Embarrassing songs
Can’t get you out of my head…
Holly Kirkwood stands up for the songs you know you’re meant to hate but can’t help liking. Thank you, earworms…
Despite peppering songs with pillow-bitingly painful lines such as ‘And now your sheets are dirty/The streets are dirty too but /You never look back on what you’re gonna do,’ I can’t help but like Razorlight.
It’s not through conscious choice, I assure you. It’s not because I think they’re cool, or attractive, or original, but they are apparently the only group at the moment which satisfy my need for full-blown earnest fake rock and rollery. And they won’t leave my brain. It’s not something I’m proud of, but this yen seems to be part of my genetic make-up, along with similarly unexplainable appetites for oatcakes, or impoverished men of a musical bent.
In fact I had no choice in the matter at all… a little while ago Golden Touch just would not, to quote a remarkably fine example of what I’m talking about, get itself out of my head. Now their new song, whatever it’s called, is up to the same tricks. And there is nothing else for it but to buy the blessed thing and try to exorcise it by virtue of having it on rotation 24/7.
I’m not sure what it is which makes songs stick in your head. I have heard it mooted that the Kaiser Chiefs instilled themselves in the consciousness of the nation purely by writing choruses which are mindnumbingly repetitive and therefore impossible to banish from the cerebral cortex.
Do we have a choice? Was there a subliminal message in that Gnarls Barkley song which commanded us all to go forth immediately and purchase?
Academians are actually studying the phenomenon at some university or other, looking for a cure for the so called ‘earworm’ which injects songs into our brain irreparably (apparently women are more susceptible to this phenomenon than men, because they tend to be more pathological or some such rubbish, but that’s a whole other article).
Razorlight are only, of course, the latest in a line of cringe-inducing bands with which I have thrown in my lot over the years. Embarrassed at the trauma of buying Rocks, by Primal Scream in public, I think I then progressed on to bribing my little brother to buy me the Black Crowes’ Sting Me. At least computers have saved us from the near death-by-embarrassment experience of having the fit, albeit loserish, person behind the counter do that sideways glace which says so much more than words ever could about the cruel assumptions they’ve just made about your life entirely based on your purchase. But there we have it, it can’t be helped. I like complete rubbish sometimes: it makes me happy.
And I know I’m not alone. It may not be Razorlight, but everybody has particular bands or songs, old and new, which they sneak onto their i-Pod and listen to relentlessly without, ahem, mentioning it to anyone else in the hope they’ll soon recover.
Here is the list quickly put together following a haphazard straw poll of friends and loved ones:
On Our Own from the Ghostbusters II soundtrack – Bobby Brown
Winds of Change – the Scorpions
Hindu Times – Oasis
Gotta Get Through This – Daniel Beddingfield
Jailbird/Rocks – Primal Scream
Sk8r Boi – Avril Lavigne
All The Small Things/What’s My Age Again – Blink 182
Ballroom Blitz – Calibretto 13
Knights of Cydonia – Muse
So should I fight the good fight and, instead of terrible songs penned by somebody who I happen to have it on good authority actually thinks he’s a better songwriter than Bob Dylan, listen only to Peel sessions of Ivor Cutler pre ’85, and outtakes from Shiny Beast in an effort to retrain my brain?
Personally I think I’ll take the rubbish and I suspect you may too. While I am generally speaking a paragon of healthy-eating virtue, every now and then it does feel pretty darn good to nip into southern fried chicken on the way home from an evening out and get covered head to toe in ketchup and grease. It’s only nice if it’s naughty anyway.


== PROBLEM DETAILS ==
Please report how many lines of the data include the word "marker", with the number as the entire reply.

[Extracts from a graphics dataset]
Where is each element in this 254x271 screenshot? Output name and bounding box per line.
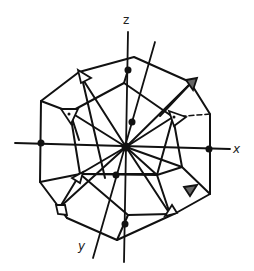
open-square-marker bbox=[56, 205, 67, 215]
node-dot bbox=[129, 119, 136, 126]
z-axis-label: z bbox=[123, 14, 129, 26]
node-dot bbox=[113, 172, 120, 179]
open-triangle-marker bbox=[78, 70, 91, 83]
node-dot bbox=[122, 221, 129, 228]
node-dot bbox=[206, 146, 213, 153]
node-dot bbox=[38, 140, 45, 147]
x-axis-label: x bbox=[233, 143, 240, 155]
triangle-marker bbox=[61, 109, 78, 124]
diagram-canvas bbox=[0, 0, 254, 271]
center-dot bbox=[122, 143, 131, 152]
node-dot bbox=[125, 67, 132, 74]
y-axis-label: y bbox=[78, 240, 85, 252]
shaded-triangle-marker bbox=[186, 78, 197, 90]
shaded-triangle-marker bbox=[184, 185, 197, 196]
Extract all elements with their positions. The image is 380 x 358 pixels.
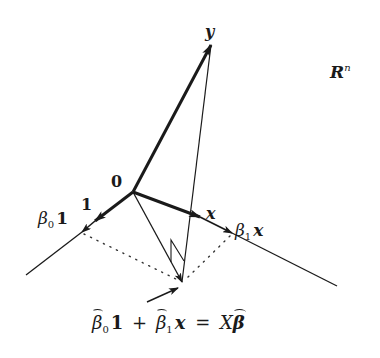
span-line-one-direction: [26, 232, 82, 275]
x-text: x: [206, 204, 216, 223]
beta1-hat-sub: 1: [166, 324, 172, 335]
residual-line: [182, 45, 211, 282]
label-x: x: [206, 206, 216, 222]
space-symbol: R: [330, 62, 344, 82]
vector-beta0-one: [82, 221, 95, 232]
pointer-arrow: [147, 288, 178, 302]
beta1-coef: β: [235, 220, 245, 240]
plus-sign: +: [132, 312, 147, 333]
design-matrix: X: [220, 312, 233, 333]
beta-hat-vec: β: [233, 314, 245, 332]
label-y: y: [205, 24, 214, 40]
beta1-vec: x: [253, 220, 263, 240]
label-fitted-equation: β01 + β1x = Xβ: [92, 314, 245, 332]
beta0-hat: β: [92, 314, 102, 332]
diagram-canvas: [0, 0, 380, 358]
label-one: 1: [81, 197, 92, 213]
vector-y: [133, 45, 211, 192]
beta1-hat: β: [156, 314, 166, 332]
label-space-Rn: Rn: [330, 64, 351, 81]
beta1-sub: 1: [245, 231, 251, 242]
right-angle-marker: [171, 240, 184, 262]
one-text: 1: [81, 195, 92, 214]
beta0-hat-sub: 0: [102, 324, 108, 335]
one-vec: 1: [111, 312, 124, 333]
beta0-vec: 1: [56, 208, 68, 228]
label-beta0-one: β01: [38, 210, 68, 227]
beta0-sub: 0: [48, 219, 54, 230]
space-dimension: n: [344, 62, 350, 73]
dotted-projection-lines: [84, 234, 230, 281]
vector-beta1-x: [200, 217, 232, 233]
beta0-coef: β: [38, 208, 48, 228]
x-vec: x: [175, 312, 186, 333]
label-y-text: y: [205, 22, 214, 41]
label-beta1-x: β1x: [235, 222, 263, 239]
origin-text: 0: [111, 172, 122, 191]
equals-sign: =: [195, 312, 210, 333]
vector-one: [95, 192, 133, 221]
vector-fitted: [133, 192, 182, 282]
label-origin: 0: [111, 174, 122, 190]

== SOLUTION BELOW ==
6